Image courtesy of mashable.com

Image courtesy of mashable.com

In a promotional move, Microsoft created vote counting and reporting apps that debuted last night at the Iowa Caucus for both the Democratic and Republican parties. Voting via the internet is still a scary concept that is officially a ways away, but the parties both decided that they wanted to try out the “app approach.”

Microsoft provided the free app and aimed to minimize errors that have plagued past Iowa Caucuses. In a blog post in June, Microsoft’s vice president for technology and civic engagement Dan’l Lewin, said the software company was “honored to support the 2016 Iowa caucus via a new, mobile-enabled, cloud-based platform that will facilitate accuracy and efficiency of the reporting process.”

The system was meant to “enable precincts to report their results directly by party and will ensure that only authorized Iowans are reporting results. This announcement represents the first-of-its-kind major technology component to caucus reporting,” he wrote.

While the concept was exciting with the apps being available both on mobile and PC platforms, there was a bit of a hang up for users which they expressed on Twitter. Some users were throwing conspiracy theories at Microsoft because the site kept crashing. While there were not grounds for these accusations, political rivalries can get heated and angry people were reacting negatively over the glitch.

Microsoft released a statement saying that both apps worked without issue, and they technically did, people are trashing the apps and are generally unhappy with them.  It was speculated that the Democratic app was the one being tampered with, even though the same error occurred with the Republican app as well, because Microsoft had donated more than $200,000 to Clinton’s campaign.

While we can assume that none of these accusations are true, this goes to show what kind of reaction an app can inspire when it malfunctions on a large scale. While enterprise employees hopefully won’t be as quick to point fingers about a developer’s ulterior motives, a highly populated bad opinion is certainly something you need to avoid, even if it means pushing back the deployment date.
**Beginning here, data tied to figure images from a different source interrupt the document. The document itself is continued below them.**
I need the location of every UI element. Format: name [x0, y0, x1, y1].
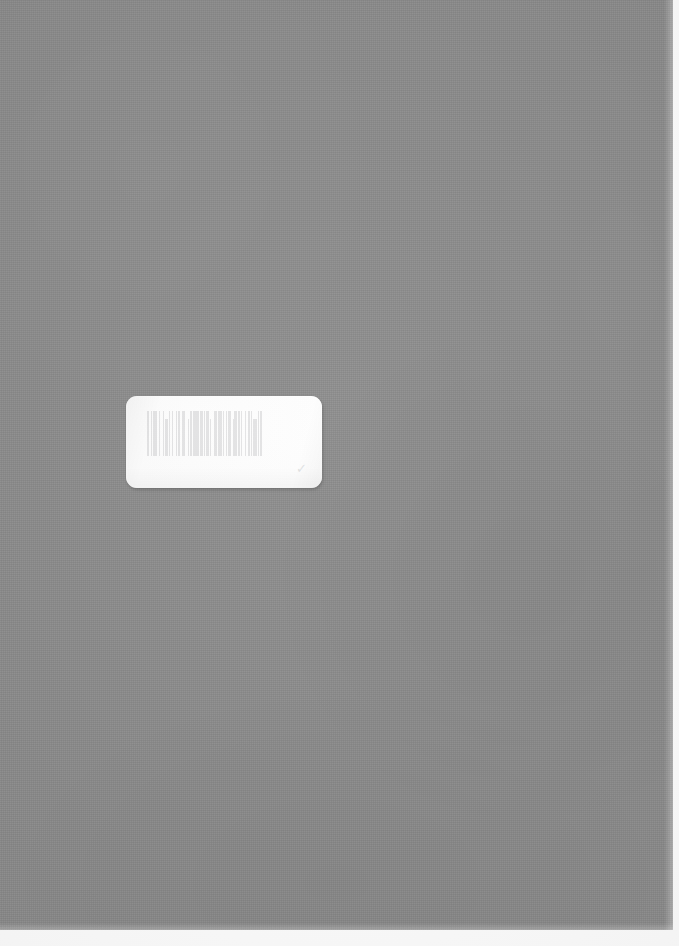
scanned-page: ✓ [0, 0, 679, 946]
label-corner-mark: ✓ [296, 462, 307, 475]
cover-bottom-edge-highlight [0, 923, 673, 930]
cover-grain-texture [0, 0, 673, 930]
barcode-bar [262, 411, 264, 456]
cover-right-edge-highlight [664, 0, 673, 930]
barcode-icon [147, 411, 306, 456]
book-cover: ✓ [0, 0, 673, 930]
cover-mottling [0, 0, 673, 930]
barcode-label: ✓ [126, 396, 322, 488]
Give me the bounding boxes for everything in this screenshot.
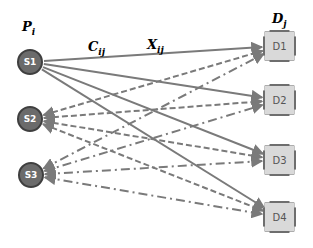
sources-header-label: Pi — [22, 20, 35, 37]
edge-s3-d3 — [45, 161, 262, 174]
destination-node-d2: D2 — [263, 84, 296, 116]
node-label: D2 — [272, 95, 286, 106]
source-node-s2: S2 — [17, 106, 43, 132]
node-label: S2 — [24, 114, 37, 124]
label-subscript: i — [32, 27, 35, 37]
node-label: D1 — [272, 41, 286, 52]
destination-node-d1: D1 — [263, 30, 296, 62]
node-label: S1 — [24, 57, 37, 67]
source-node-s3: S3 — [18, 162, 44, 188]
flow-label: Xij — [147, 38, 164, 55]
transportation-network-diagram: Pi Cij Xij Dj S1 S2 S3 D1 D2 D3 D4 — [0, 0, 313, 248]
node-label: D4 — [272, 212, 286, 223]
node-label: D3 — [272, 155, 286, 166]
source-node-s1: S1 — [17, 49, 43, 75]
label-base: X — [147, 37, 157, 52]
destination-node-d4: D4 — [263, 201, 296, 233]
label-subscript: ij — [157, 45, 164, 55]
edge-s2-d1 — [43, 51, 262, 115]
label-base: P — [22, 19, 32, 34]
destinations-header-label: Dj — [272, 12, 287, 29]
edge-s3-d4 — [45, 177, 262, 214]
cost-label: Cij — [88, 40, 105, 57]
destination-node-d3: D3 — [263, 144, 296, 176]
label-subscript: j — [283, 19, 286, 29]
label-subscript: ij — [98, 47, 105, 57]
edge-s2-d3 — [44, 121, 262, 157]
label-base: C — [88, 39, 98, 54]
node-label: S3 — [25, 170, 38, 180]
label-base: D — [272, 11, 283, 26]
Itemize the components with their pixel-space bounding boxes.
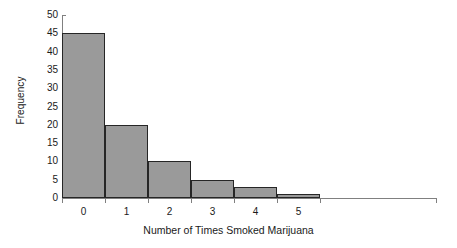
x-tick-mark xyxy=(191,198,192,203)
x-tick-label-4: 4 xyxy=(241,206,271,218)
x-axis-title-label: Number of Times Smoked Marijuana xyxy=(143,224,313,236)
x-tick-label-5: 5 xyxy=(284,206,314,218)
y-tick-label: 30 xyxy=(36,82,58,93)
y-tick-label: 20 xyxy=(36,119,58,130)
y-axis-title: Frequency xyxy=(8,0,32,200)
y-axis-title-label: Frequency xyxy=(15,76,26,124)
x-tick-mark xyxy=(62,198,63,203)
y-tick-label: 35 xyxy=(36,64,58,75)
x-tick-label-0: 0 xyxy=(69,206,99,218)
y-tick-label: 15 xyxy=(36,137,58,148)
bar-0 xyxy=(62,33,105,198)
x-tick-mark xyxy=(320,198,321,203)
bar-5 xyxy=(277,194,320,198)
y-tick-label: 45 xyxy=(36,27,58,38)
x-axis-title: Number of Times Smoked Marijuana xyxy=(0,224,457,236)
x-tick-mark xyxy=(105,198,106,203)
y-tick-label: 50 xyxy=(36,9,58,20)
x-axis-line xyxy=(62,198,436,199)
x-tick-mark xyxy=(277,198,278,203)
y-tick-mark xyxy=(62,15,66,16)
histogram-chart: Frequency 05101520253035404550 012345 Nu… xyxy=(0,0,457,248)
bar-4 xyxy=(234,187,277,198)
y-tick-label: 10 xyxy=(36,155,58,166)
bar-3 xyxy=(191,180,234,198)
x-tick-mark xyxy=(234,198,235,203)
y-tick-label: 0 xyxy=(36,192,58,203)
bar-1 xyxy=(105,125,148,198)
y-tick-label: 40 xyxy=(36,46,58,57)
bar-2 xyxy=(148,161,191,198)
x-tick-label-1: 1 xyxy=(112,206,142,218)
y-tick-label: 25 xyxy=(36,101,58,112)
x-tick-mark xyxy=(436,198,437,203)
x-tick-label-3: 3 xyxy=(198,206,228,218)
y-tick-label: 5 xyxy=(36,174,58,185)
x-tick-mark xyxy=(148,198,149,203)
x-tick-label-2: 2 xyxy=(155,206,185,218)
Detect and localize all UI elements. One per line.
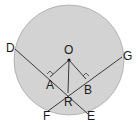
geometry-diagram: O A B R D E F G <box>0 0 138 122</box>
label-g: G <box>123 50 132 62</box>
label-f: F <box>43 110 50 122</box>
label-e: E <box>87 110 95 122</box>
label-r: R <box>64 96 73 108</box>
label-d: D <box>6 42 15 54</box>
label-a: A <box>46 79 54 91</box>
label-o: O <box>64 44 73 56</box>
center-point-o <box>67 58 70 61</box>
label-b: B <box>84 84 92 96</box>
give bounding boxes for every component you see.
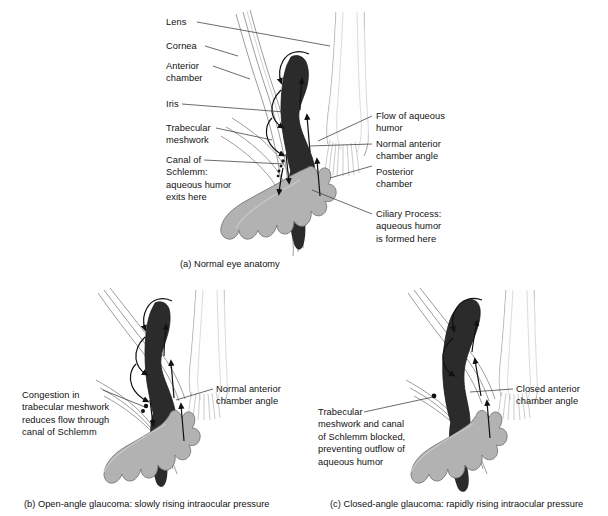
label-normal-anterior-chamber-angle-a: Normal anterior chamber angle	[376, 138, 441, 163]
label-flow-of-aqueous-humor: Flow of aqueous humor	[376, 110, 445, 135]
label-trabecular-meshwork-blocked: Trabecular meshwork and canal of Schlemm…	[318, 406, 405, 468]
label-posterior-chamber: Posterior chamber	[376, 166, 414, 191]
caption-panel-b: (b) Open-angle glaucoma: slowly rising i…	[24, 498, 269, 510]
cornea-layers-b	[98, 288, 185, 404]
figure-root: Lens Cornea Anterior chamber Iris Trabec…	[0, 0, 608, 516]
label-lens: Lens	[166, 16, 186, 28]
label-trabecular-meshwork: Trabecular meshwork	[166, 122, 211, 147]
label-cornea: Cornea	[166, 40, 197, 52]
lens-body-fill-a	[327, 12, 369, 158]
label-closed-anterior-chamber-angle: Closed anterior chamber angle	[516, 383, 580, 408]
label-congestion-trabecular-meshwork: Congestion in trabecular meshwork reduce…	[22, 389, 109, 439]
label-ciliary-process: Ciliary Process: aqueous humor is formed…	[376, 208, 441, 245]
iris-c	[443, 299, 480, 434]
blocked-meshwork-c	[432, 394, 437, 399]
caption-panel-a: (a) Normal eye anatomy	[180, 258, 280, 270]
label-normal-anterior-chamber-angle-b: Normal anterior chamber angle	[216, 383, 281, 408]
label-canal-of-schlemm: Canal of Schlemm: aqueous humor exits he…	[166, 154, 231, 204]
caption-panel-c: (c) Closed-angle glaucoma: rapidly risin…	[330, 498, 583, 510]
label-iris: Iris	[166, 98, 179, 110]
panel-b-illustration	[96, 288, 228, 487]
label-anterior-chamber: Anterior chamber	[166, 60, 203, 85]
congested-meshwork-b	[141, 404, 148, 413]
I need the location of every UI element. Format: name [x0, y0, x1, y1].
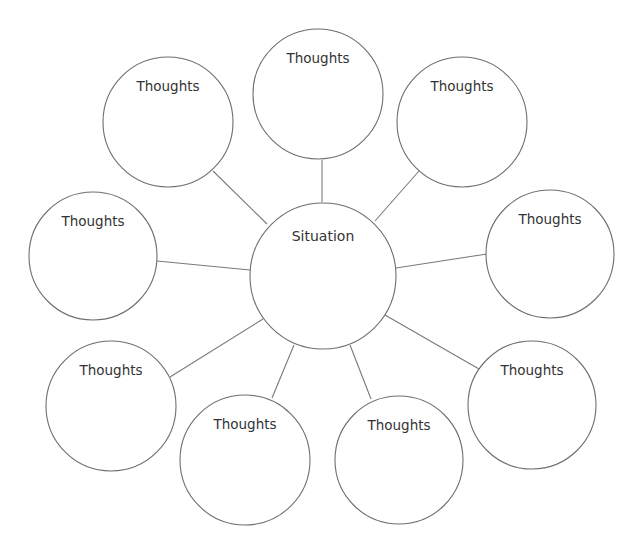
thought-circle	[486, 190, 614, 318]
thought-node-top: Thoughts	[253, 29, 383, 159]
thought-circle	[29, 192, 157, 320]
bubble-map-diagram: ThoughtsThoughtsThoughtsThoughtsThoughts…	[0, 0, 637, 548]
connector-line-bottom-right	[385, 315, 479, 369]
connector-line-bottom-center-left	[272, 345, 294, 398]
thought-circle	[335, 396, 463, 524]
thought-node-top-left: Thoughts	[103, 57, 233, 187]
thought-circle	[103, 57, 233, 187]
thought-circle	[253, 29, 383, 159]
thought-label: Thoughts	[78, 362, 142, 378]
thought-node-left: Thoughts	[29, 192, 157, 320]
thought-node-bottom-center-left: Thoughts	[180, 395, 310, 525]
thought-circle	[397, 57, 527, 187]
connector-line-bottom-left	[170, 319, 263, 377]
thought-node-right: Thoughts	[486, 190, 614, 318]
thought-label: Thoughts	[517, 211, 581, 227]
connector-line-left	[157, 261, 250, 270]
connector-line-top-left	[213, 171, 267, 224]
situation-node: Situation	[250, 203, 396, 349]
thought-node-top-right: Thoughts	[397, 57, 527, 187]
thought-node-bottom-left: Thoughts	[46, 341, 176, 471]
connector-line-right	[396, 254, 487, 268]
connector-line-top-right	[375, 171, 419, 221]
thought-label: Thoughts	[499, 362, 563, 378]
thought-label: Thoughts	[135, 78, 199, 94]
thought-label: Thoughts	[429, 78, 493, 94]
thought-label: Thoughts	[60, 213, 124, 229]
thought-label: Thoughts	[212, 416, 276, 432]
thought-circle	[46, 341, 176, 471]
thought-label: Thoughts	[285, 50, 349, 66]
thought-node-bottom-center-right: Thoughts	[335, 396, 463, 524]
connector-line-bottom-center-right	[350, 345, 371, 399]
thought-circle	[180, 395, 310, 525]
thought-circle	[468, 341, 596, 469]
thought-label: Thoughts	[366, 417, 430, 433]
situation-label: Situation	[292, 228, 355, 244]
thought-node-bottom-right: Thoughts	[468, 341, 596, 469]
situation-circle	[250, 203, 396, 349]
What this teaches us about large scale apps is that you have to take the amount of traffic into consideration and don’t put an app out until it’s been thoroughly tested. It’s common that some patches will be needed shortly after launch, but these are usually user related and small updates that are only made clear to the developer. Since enterprise apps are deployed on such a large stage, a “glitch” of this magnitude is unacceptable. Not only could it be unsecured and compromise your sensitive data, but it will also cause your employees to lose faith in the app and not use it.